Daily Archives: July 28, 2010

Essence Magazine’s New White Fashion Director

Essence magazine, the lifestyle, fashion, and beauty magazine addressed specifically to Black women since 1968 has hired a new fashion director, Elliana Placas. The hire is causing more than a little bit of controversy because Placas is White. Given the historically disproportionate representation of Black women in fashion journalism, fashion modeling, and fashion design as well as recent and not-so-recent examples of anti-Black stereotyping (including the 2009 blackface editorial in French Vogue), it is difficult to believe, as some have already argued, that Placas’ hire is evidence of multiculturalism or post-racialism.

There’s not much more I can add to former Essence fashion editor Michaela angela Davis’ statement on Facebook:

It is personal and it’s also professional. If there were balance in the industry; if we didn’t have a history of being ignored and disrespected; if more mainstream fashion media included people of color before the ONE magazine dedicated to Black women ‘diversified’, it would feel different . . . How many qualified Black fashion professionals did they [Essence] call?

Joan Morgan, a long-time contributor to Essence, makes an equally incisive point.

When these same institutions start to employ hiring practices that allow Black publishing professionals the same access to their publications, that’s when I can get all ‘Kumbaya’ about Essence‘s new fashion director.

While Essence may have lost some of its social focus (“its history of uplifting and honoring the holistic experiences of the black woman,” as one journalist from The Atlanta Post puts it), Davis and Morgan are nevertheless right to point out that the decision to hire Placas has historical and economic implications that maintain and secure the privilege of White women in the business and culture of fashion, in particular, and the U.S. cultural mainstream, in general.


Task item:
Where a line of the entries holds the string "this", copy that line.

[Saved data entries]
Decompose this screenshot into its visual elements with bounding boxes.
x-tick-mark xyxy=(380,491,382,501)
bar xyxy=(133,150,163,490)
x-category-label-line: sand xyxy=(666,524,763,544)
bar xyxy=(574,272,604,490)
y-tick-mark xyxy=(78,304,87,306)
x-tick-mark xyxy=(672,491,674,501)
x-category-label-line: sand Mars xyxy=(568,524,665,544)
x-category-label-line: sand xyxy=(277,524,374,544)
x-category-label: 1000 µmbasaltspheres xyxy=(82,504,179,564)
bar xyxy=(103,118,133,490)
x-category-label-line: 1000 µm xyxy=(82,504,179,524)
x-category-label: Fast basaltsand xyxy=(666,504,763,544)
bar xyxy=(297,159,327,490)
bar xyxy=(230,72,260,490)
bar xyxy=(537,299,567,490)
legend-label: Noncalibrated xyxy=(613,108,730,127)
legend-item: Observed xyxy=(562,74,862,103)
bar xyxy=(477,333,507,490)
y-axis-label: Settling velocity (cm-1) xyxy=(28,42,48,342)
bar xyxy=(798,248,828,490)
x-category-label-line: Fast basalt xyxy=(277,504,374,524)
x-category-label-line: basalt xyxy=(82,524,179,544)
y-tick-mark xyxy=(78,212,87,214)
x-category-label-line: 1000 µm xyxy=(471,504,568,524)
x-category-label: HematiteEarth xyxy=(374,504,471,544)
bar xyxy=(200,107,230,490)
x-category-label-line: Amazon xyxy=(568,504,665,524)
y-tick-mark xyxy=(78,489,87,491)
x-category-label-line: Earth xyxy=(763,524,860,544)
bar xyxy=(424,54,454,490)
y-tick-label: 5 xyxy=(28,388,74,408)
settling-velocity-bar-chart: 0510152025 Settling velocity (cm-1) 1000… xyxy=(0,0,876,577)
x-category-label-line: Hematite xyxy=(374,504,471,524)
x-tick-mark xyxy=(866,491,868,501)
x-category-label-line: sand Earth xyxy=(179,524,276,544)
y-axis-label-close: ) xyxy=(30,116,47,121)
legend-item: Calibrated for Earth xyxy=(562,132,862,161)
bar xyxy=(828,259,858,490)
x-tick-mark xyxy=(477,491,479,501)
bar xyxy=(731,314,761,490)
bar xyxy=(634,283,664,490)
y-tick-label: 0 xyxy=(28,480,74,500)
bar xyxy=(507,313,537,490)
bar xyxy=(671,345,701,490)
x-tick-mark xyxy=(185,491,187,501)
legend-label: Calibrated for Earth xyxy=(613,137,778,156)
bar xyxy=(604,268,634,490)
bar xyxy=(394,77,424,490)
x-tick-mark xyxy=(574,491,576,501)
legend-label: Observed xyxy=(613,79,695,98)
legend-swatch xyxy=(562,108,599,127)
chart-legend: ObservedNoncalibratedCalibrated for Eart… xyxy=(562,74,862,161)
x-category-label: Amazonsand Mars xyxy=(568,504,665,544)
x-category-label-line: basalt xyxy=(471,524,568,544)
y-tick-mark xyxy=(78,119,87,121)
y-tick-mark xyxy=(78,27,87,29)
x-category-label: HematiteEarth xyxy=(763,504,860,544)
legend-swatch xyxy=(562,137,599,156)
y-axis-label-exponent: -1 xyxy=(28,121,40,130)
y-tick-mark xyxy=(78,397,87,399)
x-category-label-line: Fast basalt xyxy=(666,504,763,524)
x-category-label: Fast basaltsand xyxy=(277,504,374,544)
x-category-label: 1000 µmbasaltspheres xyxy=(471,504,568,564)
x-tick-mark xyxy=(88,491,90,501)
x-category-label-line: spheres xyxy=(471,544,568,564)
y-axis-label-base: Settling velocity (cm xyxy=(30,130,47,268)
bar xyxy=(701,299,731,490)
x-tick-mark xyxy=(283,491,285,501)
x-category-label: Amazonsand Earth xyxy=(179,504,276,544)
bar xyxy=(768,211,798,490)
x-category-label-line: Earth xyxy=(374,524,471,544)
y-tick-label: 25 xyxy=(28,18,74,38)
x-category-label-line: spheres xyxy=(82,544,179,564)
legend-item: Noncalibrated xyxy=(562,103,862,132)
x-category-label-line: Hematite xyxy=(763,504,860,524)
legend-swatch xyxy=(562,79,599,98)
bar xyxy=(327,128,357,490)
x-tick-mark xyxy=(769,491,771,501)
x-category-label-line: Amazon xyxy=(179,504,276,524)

--

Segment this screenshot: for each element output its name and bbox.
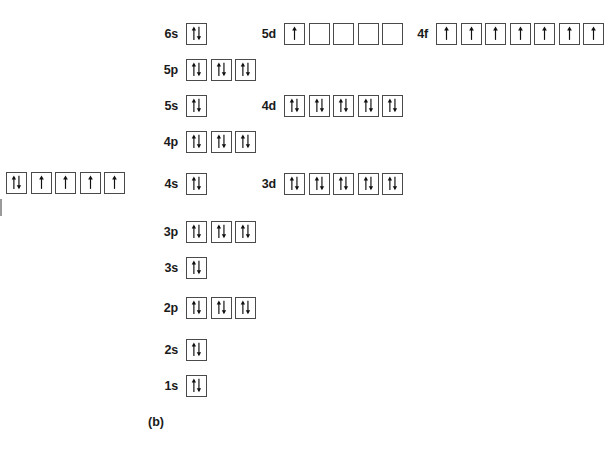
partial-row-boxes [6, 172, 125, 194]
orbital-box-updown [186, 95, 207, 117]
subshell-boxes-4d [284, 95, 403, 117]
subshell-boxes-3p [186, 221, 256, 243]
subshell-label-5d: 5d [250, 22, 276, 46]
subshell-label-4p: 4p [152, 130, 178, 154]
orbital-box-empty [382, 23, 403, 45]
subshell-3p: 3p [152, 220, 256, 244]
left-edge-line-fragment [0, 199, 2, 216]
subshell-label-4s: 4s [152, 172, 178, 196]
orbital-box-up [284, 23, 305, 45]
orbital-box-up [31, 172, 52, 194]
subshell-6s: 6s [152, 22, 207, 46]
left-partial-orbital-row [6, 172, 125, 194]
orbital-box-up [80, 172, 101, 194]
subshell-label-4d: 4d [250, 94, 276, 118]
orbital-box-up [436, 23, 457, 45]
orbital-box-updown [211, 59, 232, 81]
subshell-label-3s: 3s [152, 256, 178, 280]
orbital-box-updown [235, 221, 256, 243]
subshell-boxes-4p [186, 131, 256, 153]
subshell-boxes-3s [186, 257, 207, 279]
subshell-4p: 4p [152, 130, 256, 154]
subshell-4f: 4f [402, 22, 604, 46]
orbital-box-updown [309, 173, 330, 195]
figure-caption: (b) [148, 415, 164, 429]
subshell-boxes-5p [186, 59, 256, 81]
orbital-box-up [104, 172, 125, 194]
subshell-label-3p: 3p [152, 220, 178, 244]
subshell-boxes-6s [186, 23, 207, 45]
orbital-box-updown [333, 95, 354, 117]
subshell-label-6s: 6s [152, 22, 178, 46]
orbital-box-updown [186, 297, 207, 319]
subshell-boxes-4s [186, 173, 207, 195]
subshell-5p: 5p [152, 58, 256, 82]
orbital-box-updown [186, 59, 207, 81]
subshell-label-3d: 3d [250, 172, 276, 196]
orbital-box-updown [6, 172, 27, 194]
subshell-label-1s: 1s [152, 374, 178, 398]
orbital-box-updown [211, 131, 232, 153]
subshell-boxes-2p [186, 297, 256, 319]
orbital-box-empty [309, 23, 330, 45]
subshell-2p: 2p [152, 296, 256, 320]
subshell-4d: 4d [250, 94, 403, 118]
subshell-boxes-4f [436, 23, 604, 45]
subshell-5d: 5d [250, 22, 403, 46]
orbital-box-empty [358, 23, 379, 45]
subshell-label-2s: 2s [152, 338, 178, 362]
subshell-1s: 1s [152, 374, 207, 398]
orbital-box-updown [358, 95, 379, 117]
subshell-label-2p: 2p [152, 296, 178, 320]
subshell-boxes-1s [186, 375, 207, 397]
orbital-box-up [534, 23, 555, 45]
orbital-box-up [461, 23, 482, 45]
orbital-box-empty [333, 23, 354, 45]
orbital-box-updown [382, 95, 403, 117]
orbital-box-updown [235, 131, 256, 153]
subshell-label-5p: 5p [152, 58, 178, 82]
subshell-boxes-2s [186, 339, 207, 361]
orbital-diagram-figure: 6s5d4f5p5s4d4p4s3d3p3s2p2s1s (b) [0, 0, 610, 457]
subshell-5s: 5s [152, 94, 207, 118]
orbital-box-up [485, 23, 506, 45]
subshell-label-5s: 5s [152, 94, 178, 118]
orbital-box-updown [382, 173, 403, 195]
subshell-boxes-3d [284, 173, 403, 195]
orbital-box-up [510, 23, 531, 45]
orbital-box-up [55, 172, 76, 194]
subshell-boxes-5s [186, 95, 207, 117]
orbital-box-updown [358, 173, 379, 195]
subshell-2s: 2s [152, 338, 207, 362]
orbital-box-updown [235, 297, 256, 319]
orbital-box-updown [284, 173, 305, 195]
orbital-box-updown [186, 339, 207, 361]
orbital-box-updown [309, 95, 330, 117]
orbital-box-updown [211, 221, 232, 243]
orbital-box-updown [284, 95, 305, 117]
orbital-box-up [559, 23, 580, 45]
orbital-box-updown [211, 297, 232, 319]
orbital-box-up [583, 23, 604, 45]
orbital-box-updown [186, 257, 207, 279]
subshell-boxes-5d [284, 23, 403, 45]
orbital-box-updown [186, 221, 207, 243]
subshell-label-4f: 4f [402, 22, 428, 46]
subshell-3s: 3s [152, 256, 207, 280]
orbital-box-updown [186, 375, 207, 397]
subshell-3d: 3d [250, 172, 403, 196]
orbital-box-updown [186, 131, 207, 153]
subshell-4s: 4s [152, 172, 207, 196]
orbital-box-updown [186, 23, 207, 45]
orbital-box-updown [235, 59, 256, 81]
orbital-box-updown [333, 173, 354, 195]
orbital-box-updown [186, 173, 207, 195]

Written answer:
Decompose this screenshot into its visual elements with bounding boxes.
Segment this screenshot: for each element output its name and bbox.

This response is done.